The Night of Broken Glass
First Run Features
R1 DVD
This
detailed documentary covers the steady increasing persecution of the Jews of
Germany during the Nazi Party’s rise to power.
With
confirmed anti-Semites like Himmler in the party the persecution started early
with Jews being singled out for beatings and other random acts of violence. Those Jews who could see the persecution coming left Germany early.
The later departees were forced to sacrifice
everything they couldn’t carry to the State. The “taxes” on departures and the
sale of Jewish properties brought revenue to the State and encouraged a forced
emigration policy, although gradually the rest of the world started putting up barriers
to these refugees. There are two areas here that are rarely examined. Why did
the Jews meekly put up with it, and why did the German people allow it? The
threat of Himmler’s SS and Heydrich’s gangs of Brownshirts may explain the second, but the attitude of the
Jews who stayed behind has rarely been examined.
There
seems to have been a blind “it won’t happen to us” attitude in spite of the
increasing violence, exclusion from schools and workplaces, and anti-Jewish
propaganda and legislation. Since this was obviously sponsored by the State it
should have been clear warning to those who remained but hundreds of thousands
ignored it.
Once
the Nazis had control of the Police they effectively owned the streets. The
pace of beatings, assaults and shop smashings was
stepped up. It took a few years of ceaseless propaganda to do it but many
Germans had now come to believe in “the evil Jew” and if they didn’t actually
take part they certainly condoned the violence.
The
major action took place on the nights of the ninth and tenth of November 1938.
In a coordinated series of attacks over four hundred synagogues and other
buildings were burned and over seven thousand Jewish businesses were looted and
destroyed by the Hitler Youth, Gestapo and SS. Fire Departments were forced by
the SS to stand idly by or concentrated on saving adjoining houses. Police
arrested over 26,000 Jewish men and shipped them off to concentration camps.
More than 90 people were killed on the one night. This night became known as Kristallnacht for the massive amounts of broken glass as
the buildings were destroyed.
The
excuse was the assassination of a German diplomat by a young Jew, Herschel
Greenspan, in
Paris. His family had been a victim of one of the earlier pograms
and he wanted his revenge. Unfortunately he gave the Nazis the excuse they
needed to start the organised campaign against his fellow Jews.
Worse
was to come. Kristallnacht marked the start of
organised large-scale arrests, deportations and imprisonments. The
concentration camps and work camps, originally established to put pressure on the
Jews to leave Germany, became
increasingly used to provide slave labour to major industrial concerns, and led
to the “Final Solution” – the extermination of the remaining Jews in Germany.
The
film contains much horrifying footage, but unfortunately does little to explain
the attitudes of the German or Jewish people. Those attitudes led to millions
of deaths. These include many of the people who could have offered some sort of
explanation as to why they did nothing.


Where the word "Infants" appears in a line below, copy the whole line.
======== DATA PROVIDED
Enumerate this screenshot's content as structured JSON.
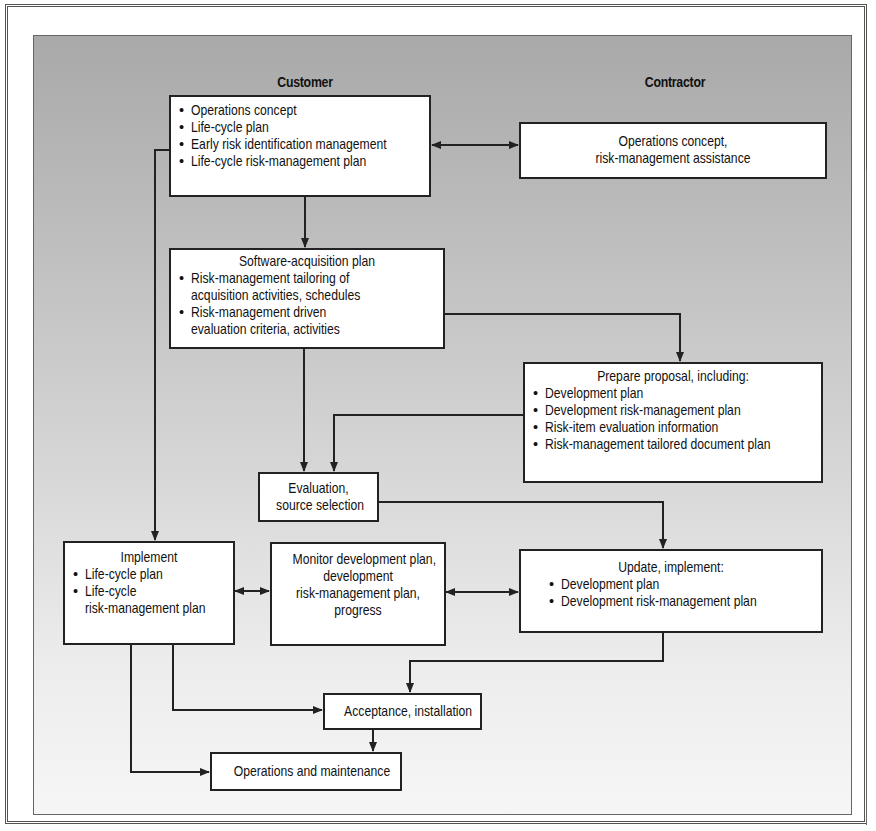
{
  "diagram": {
    "headings": {
      "customer": "Customer",
      "contractor": "Contractor"
    },
    "boxes": {
      "customer_initial": {
        "items": [
          "Operations concept",
          "Life-cycle plan",
          "Early risk identification management",
          "Life-cycle risk-management plan"
        ]
      },
      "contractor_assist": {
        "lines": [
          "Operations concept,",
          "risk-management assistance"
        ]
      },
      "acquisition_plan": {
        "title": "Software-acquisition plan",
        "items": [
          [
            "Risk-management tailoring of",
            "acquisition activities, schedules"
          ],
          [
            "Risk-management driven",
            "evaluation criteria, activities"
          ]
        ]
      },
      "proposal": {
        "title": "Prepare proposal, including:",
        "items": [
          "Development plan",
          "Development risk-management plan",
          "Risk-item evaluation information",
          "Risk-management tailored document plan"
        ]
      },
      "evaluation": {
        "lines": [
          "Evaluation,",
          "source selection"
        ]
      },
      "implement": {
        "title": "Implement",
        "items": [
          [
            "Life-cycle plan"
          ],
          [
            "Life-cycle",
            "risk-management plan"
          ]
        ]
      },
      "monitor": {
        "lines": [
          "Monitor development plan,",
          "development",
          "risk-management plan,",
          "progress"
        ]
      },
      "update": {
        "title": "Update, implement:",
        "items": [
          "Development plan",
          "Development risk-management plan"
        ]
      },
      "acceptance": {
        "label": "Acceptance, installation"
      },
      "operations": {
        "label": "Operations and maintenance"
      }
    },
    "bullet": "•",
    "colors": {
      "line": "#222222",
      "box_fill": "#ffffff",
      "panel_top": "#a9a9a9",
      "panel_bottom": "#f6f6f6"
    }
  }
}
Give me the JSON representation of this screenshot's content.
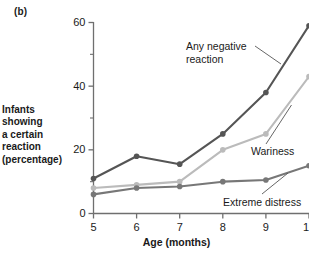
{
  "figure": {
    "panel_label": "(b)",
    "y_axis_title_lines": [
      "Infants",
      "showing",
      "a certain",
      "reaction",
      "(percentage)"
    ],
    "x_axis_title": "Age (months)"
  },
  "annotations": {
    "any_negative": "Any negative\nreaction",
    "any_negative_line1": "Any negative",
    "any_negative_line2": "reaction",
    "wariness": "Wariness",
    "extreme_distress": "Extreme distress"
  },
  "chart_data": {
    "type": "line",
    "title": "",
    "xlabel": "Age (months)",
    "ylabel": "Infants showing a certain reaction (percentage)",
    "x": [
      5,
      6,
      7,
      8,
      9,
      10
    ],
    "categories": [
      "5",
      "6",
      "7",
      "8",
      "9",
      "10"
    ],
    "xlim": [
      5,
      10
    ],
    "ylim": [
      0,
      60
    ],
    "y_ticks_major": [
      0,
      20,
      40,
      60
    ],
    "y_ticks_minor": [
      10,
      30,
      50
    ],
    "x_ticks": [
      5,
      6,
      7,
      8,
      9,
      10
    ],
    "grid": false,
    "legend": "inline-annotations",
    "series": [
      {
        "name": "Any negative reaction",
        "color": "#555555",
        "values": [
          11,
          18,
          15.5,
          25,
          38,
          59
        ]
      },
      {
        "name": "Wariness",
        "color": "#bbbbbb",
        "values": [
          8,
          9,
          10,
          20,
          25,
          43
        ]
      },
      {
        "name": "Extreme distress",
        "color": "#777777",
        "values": [
          6,
          8,
          8.5,
          10,
          10.5,
          15
        ]
      }
    ]
  },
  "colors": {
    "axis": "#6f6f6f",
    "text": "#1a1a1a",
    "leader": "#555555",
    "series_any_negative": "#555555",
    "series_wariness": "#bbbbbb",
    "series_extreme_distress": "#777777"
  }
}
================
REPLY:
      "Infants",
    "ylabel": "Infants showing a certain reaction (percentage)",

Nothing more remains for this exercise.